You probably have an intuitive understanding of what software is. The word processing program you use is software and so is the email program. The operating system (likely Windows, but maybe Macintosh OS) of your computer is software. Your computer behaves differently depending on what software is running. Software is written in a language. Common software languages include Java, C, Fortran and Visual Basic.

The term software as used to describe computer programs dates back to the 1950's and first appeared in an article by Princeton University statistics professor John W. Tukey in the 1958 January American Mathematical Monthly. They called it software to differentiate it from hardware. Software was written in a language and could be easily changed. Change around the words on the page and you change the software. You could change the machine software ten times a day. Machine hardware, on the other hand, involved wires, solder and the like. Changing machine hardware meant new wires, new circuit boards and waiting days if not weeks. In 1958 software must have seemed like the miracle solution.

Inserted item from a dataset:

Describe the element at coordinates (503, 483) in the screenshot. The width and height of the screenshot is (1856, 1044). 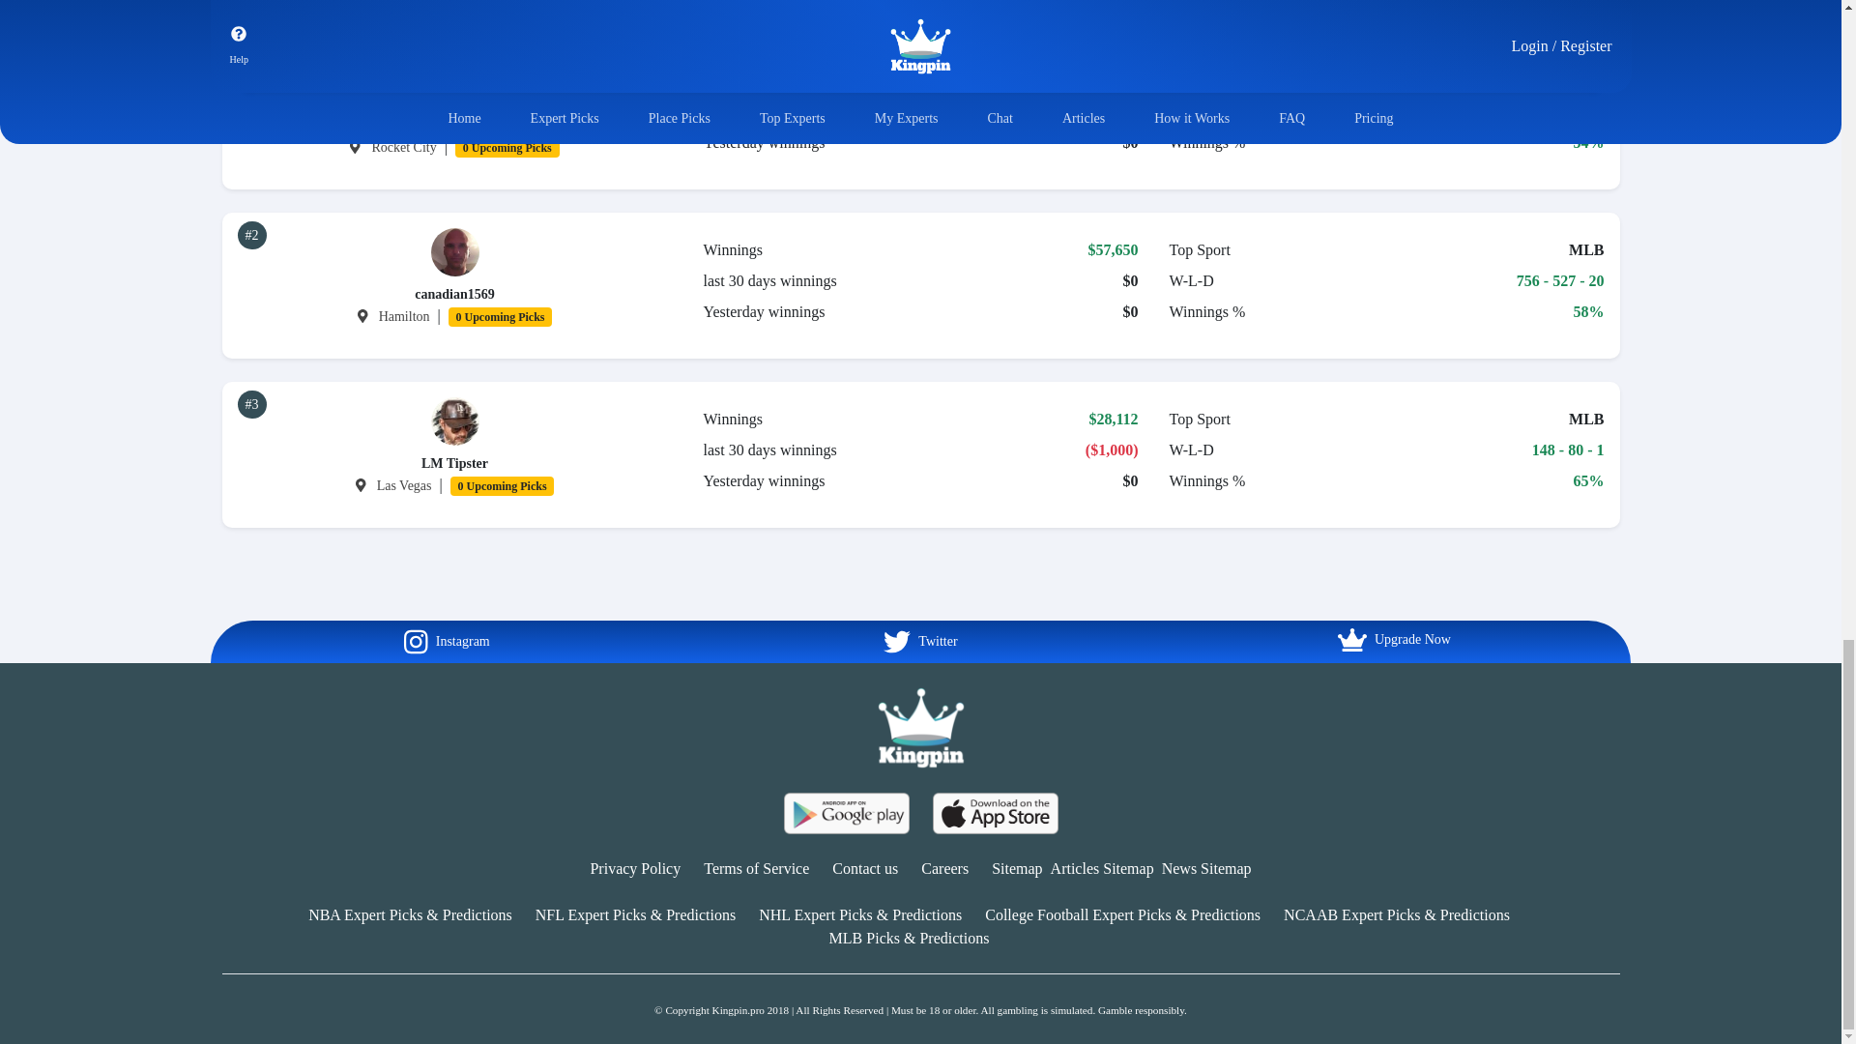
I see `0 Upcoming Picks` at that location.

Fast forward almost fifty years and many engineers and computer scientists (including myself) have come to believe that software's ease of change may have been more of a curse than a blessing. Easy changes led to lazy design. The attitude of many programmers was (and with some still is), "I'll just whip something out and if it does not work I'll change it." This has led to very many machine software systems that are extremely fragile in the face of changes. Even very small changes can have unpredictable side-effects. In some industries it is not uncommon for hardware engineers to design around existing machine software so that they do not need to change the software!

Properly written machine software follows clear design and development methodologies. There are a number of techniques available. At least one of them should be chosen and followed with the appropriate artifacts being generated. Similarly software project management should follow one of the accepted project management strategies, again producing the proper artifacts.